- Luxury hotels charging up to $20,000 a night are introducing several wellness treatments, per WSJ.
- Treatments include IV drips, chewing lessons, stem-cell therapies, IV drips and MRIs.
- The FDA has placed several warnings on regenerative medicines including stem cell therapies.
Hotels in exclusive tourist destinations are offering stem cell therapies, lessons in chewing, and IV drips as demand for medispas and wellness retreats soars, a report says.
The Wall Street Journal reported that New York's Peninsula hotel, German medispa Lanserhof, and Four Seasons Resort Maui in Hawaii were among hotels diving into bizarre wellness courses to attract wealthy, increasingly health-conscious guests.
The report said a cornerstone of Lanserhof's program was the Mayr Cure, which involves a multiday fast, lessons in proper chewing – with more than 30 chews per mouthful recommended – and abdominal massages. The hotel is expected to introduce MRI machines and CT scanners for preventive diagnostic sessions. If that isn't enough to satisfy guests, there's also an on-site psychologist.
Lanserhof is not alone in offering an array of expensive alternative treatments, according to the WSJ.
The Four Seasons in Wailea, Hawaii, where rooms can cost $20,000 a night, offers guests a selection of intravenous (IV) Drips and Ozone Therapy alongside Los Angeles–based preventive and diagnostic health care center Next Health. The hotel also offers guests 60-minute stem cell therapy sessions, costing $12,000 each.
"According to research, [stem cells] can help orchestrate and improve cell communication, optimizing the efficiency of a variety of bodily processes, which may improve overall vitality," Next Health president and co-founder Kevin Peake told the WSJ.
But the Food and Drug Administration (FDA) has released warnings about regenerative medicine therapies including stem cells in the past. It had received reports of blindness, tumor formation, and infections due to the use of unapproved products.
High net worth individuals are spending more on alternative treatments, according to a report by the Global Wellness Institute.
The report found the global wellness economy was worth $4.4 trillion in 2021, with wellness tourism accounting for $436 billion. The study expected wellness tourism to grow by more than 20% per year between 2020 and 2025 after a pandemic-induced slowdown last year.
Alex Glasscock, CEO and co-founder of Ranch, told the WSJ that bookings at the group's Rome-based spa, where guests engage in four-hour hikes and deep tissue treatment, were starting to fill up six months in advance in a sign of resurgent demand.
The hotels and medispas mentioned in the article didn't immediately respond to Insider's request for comment.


**Exercise directions:**
Copy, from the listing, every line in which the string "Image" is present.

BEGIN Data to process

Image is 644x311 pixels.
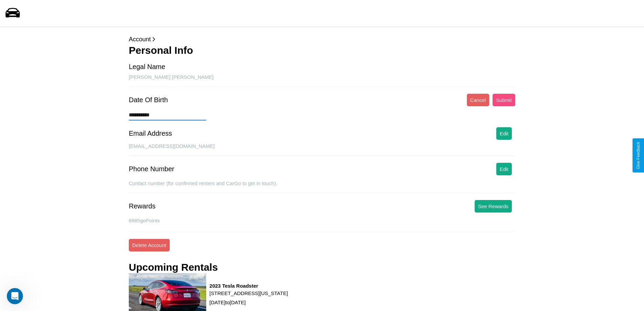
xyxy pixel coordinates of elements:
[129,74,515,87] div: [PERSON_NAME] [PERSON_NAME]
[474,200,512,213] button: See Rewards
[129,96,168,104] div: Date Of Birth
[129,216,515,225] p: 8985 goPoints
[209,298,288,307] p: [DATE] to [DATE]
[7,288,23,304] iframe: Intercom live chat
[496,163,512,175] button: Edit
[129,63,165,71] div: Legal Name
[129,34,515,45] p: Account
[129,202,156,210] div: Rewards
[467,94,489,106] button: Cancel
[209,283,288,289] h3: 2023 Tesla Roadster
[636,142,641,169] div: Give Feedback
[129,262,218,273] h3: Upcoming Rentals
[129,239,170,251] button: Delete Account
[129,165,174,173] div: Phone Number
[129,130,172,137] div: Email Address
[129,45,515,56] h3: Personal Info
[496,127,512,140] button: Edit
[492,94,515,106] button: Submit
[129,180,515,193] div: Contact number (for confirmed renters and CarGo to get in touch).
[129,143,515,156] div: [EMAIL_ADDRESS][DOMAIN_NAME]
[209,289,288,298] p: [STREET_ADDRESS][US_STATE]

END Data to process
BEGIN Data to process

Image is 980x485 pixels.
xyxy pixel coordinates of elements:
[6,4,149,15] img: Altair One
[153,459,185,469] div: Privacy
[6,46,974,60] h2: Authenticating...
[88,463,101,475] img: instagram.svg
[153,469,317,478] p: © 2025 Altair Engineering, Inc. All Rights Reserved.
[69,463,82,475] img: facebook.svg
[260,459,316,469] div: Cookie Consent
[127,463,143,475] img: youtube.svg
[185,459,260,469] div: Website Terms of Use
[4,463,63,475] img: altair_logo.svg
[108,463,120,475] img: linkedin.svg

END Data to process
BEGIN Data to process

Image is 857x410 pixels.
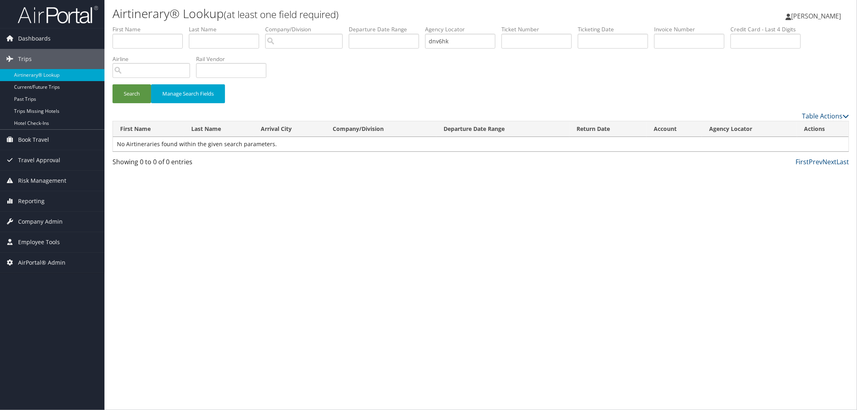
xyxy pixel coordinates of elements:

END Data to process

**Result:**
Image is 644x311 pixels.
Image is 980x485 pixels.
Image is 857x410 pixels.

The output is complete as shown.